2) The opinion engages in a classic Internet Law exercise of analogizing and distinguishing tangible vs. intangible items. The court says that digital data lacks some of the traditional indicia of physical items that could be searched incident to arrest. Digital data, unlike physical items, poses no risk of harm to officers, no risk of facilitating an escape from custody, and no risk of evidence destruction. The opinion then justifies cellphone exceptionalism compared to other physical items that an arrestee might have on grounds that include:
* “immense” storage capacity, which means the phone can store many different data types in one item, can contain more of one type of data than previously possible, and can include archival information back to the initial phone acquisition (and even before)
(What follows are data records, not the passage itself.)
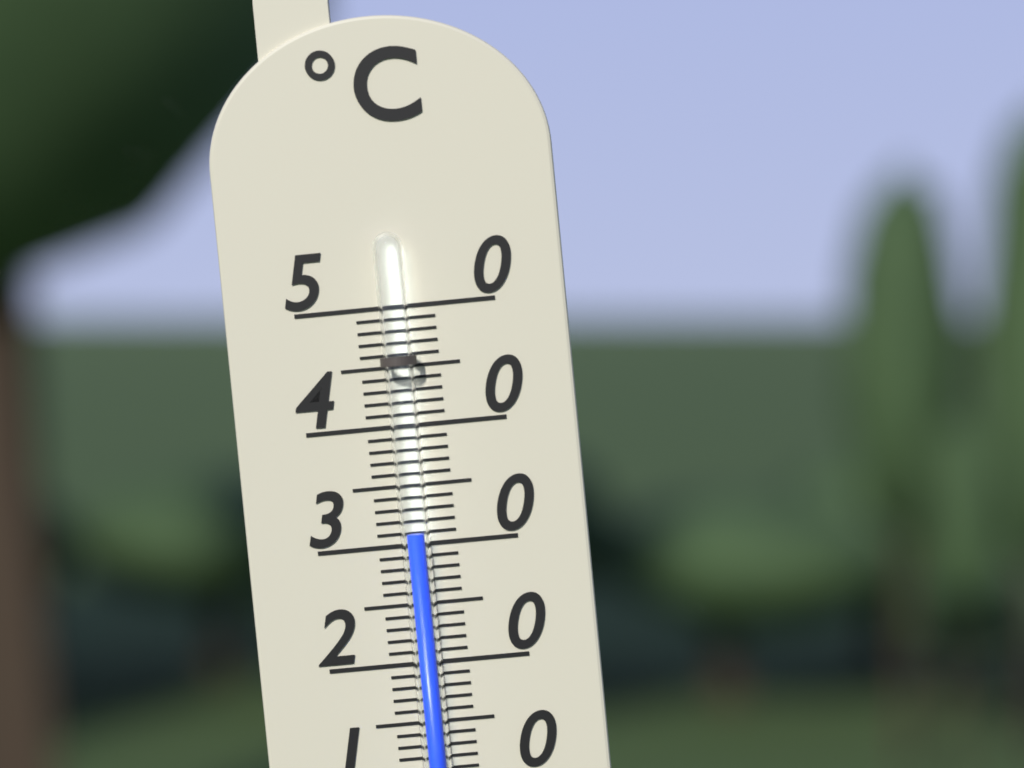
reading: 31 °C
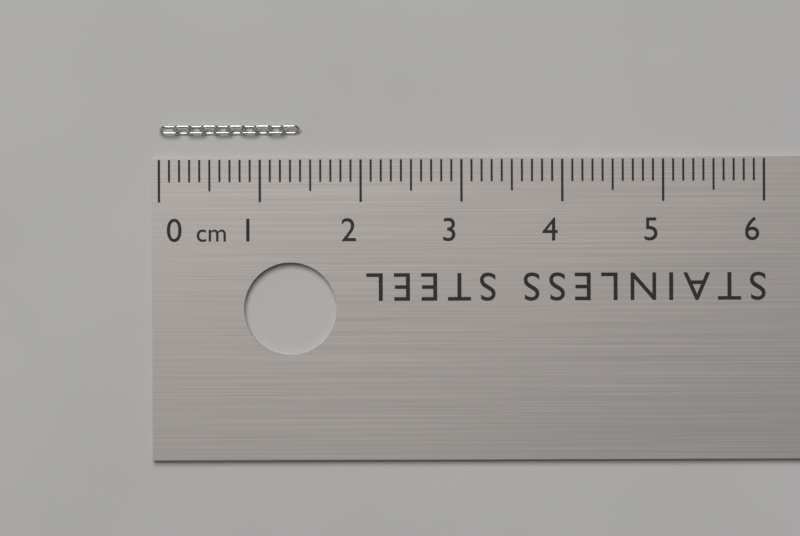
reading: 1.4 cm
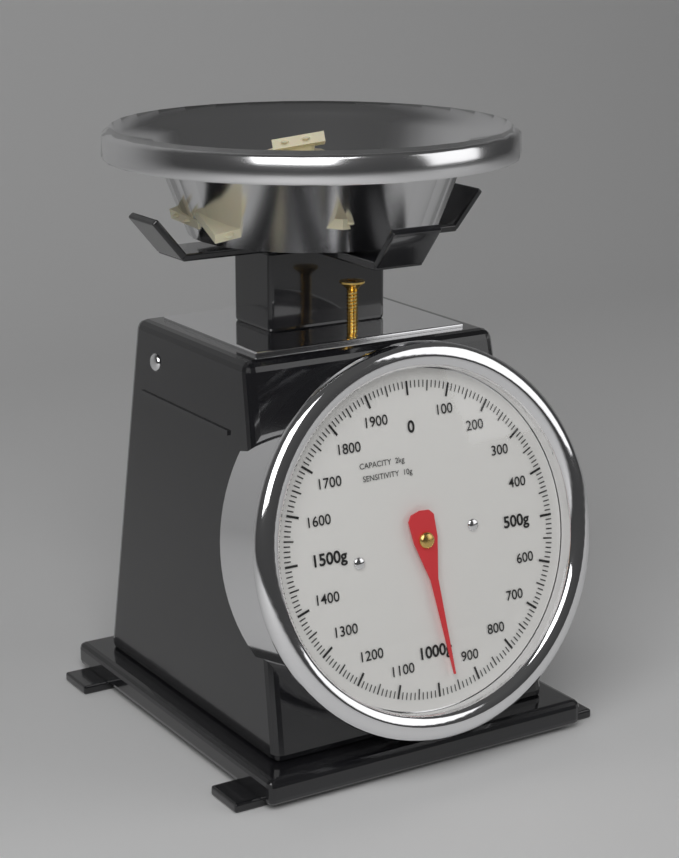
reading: 960 g
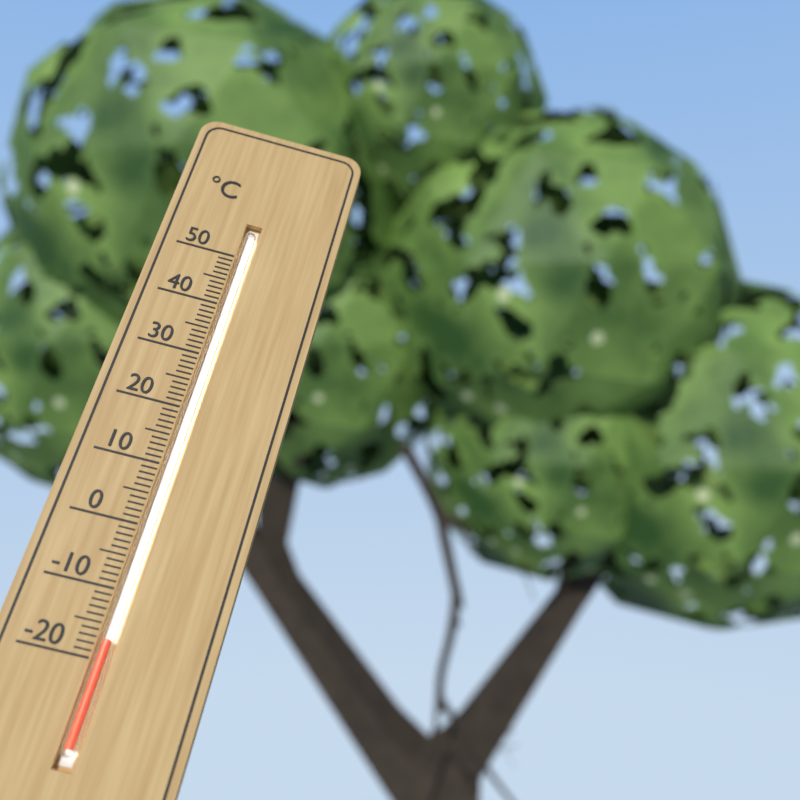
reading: -17 °C
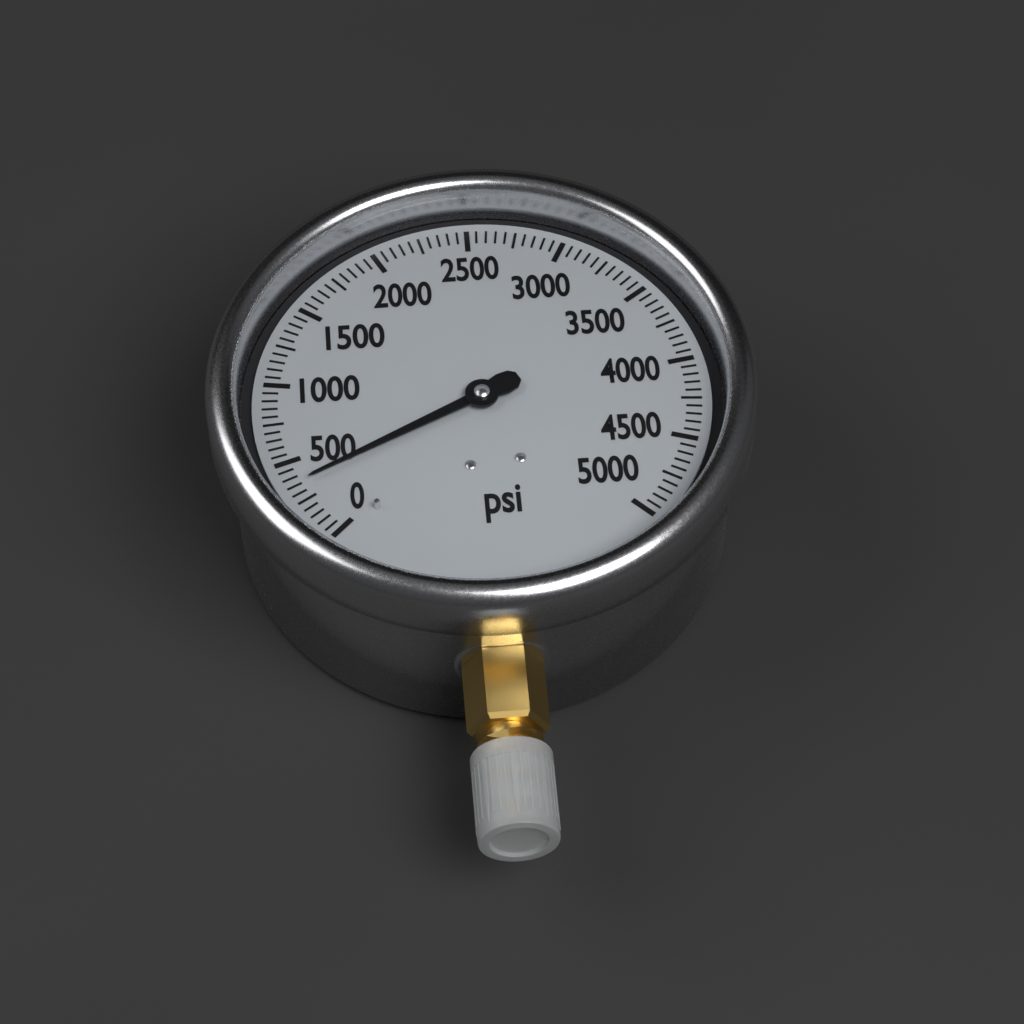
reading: 350 psi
* cellphones are “pervasive,” in that they are always in the owner’s possession
* some data types are qualitatively different than it was historically possible for people to carry around
3) The opinion also acknowledges that we’ve swung back to storing data centrally rather than just locally:
officers searching a phone’s data would not typically know whether the information they are viewing was stored locally at the time of the arrest or has been pulled from the cloud.
It’s nice to see that acknowledgement, though it would have been even better if the opinion acknowledged that the phone owners often don’t know this distinction either. This is a primary reason why the Third Party Doctrine makes zero sense in an Internet-everywhere era.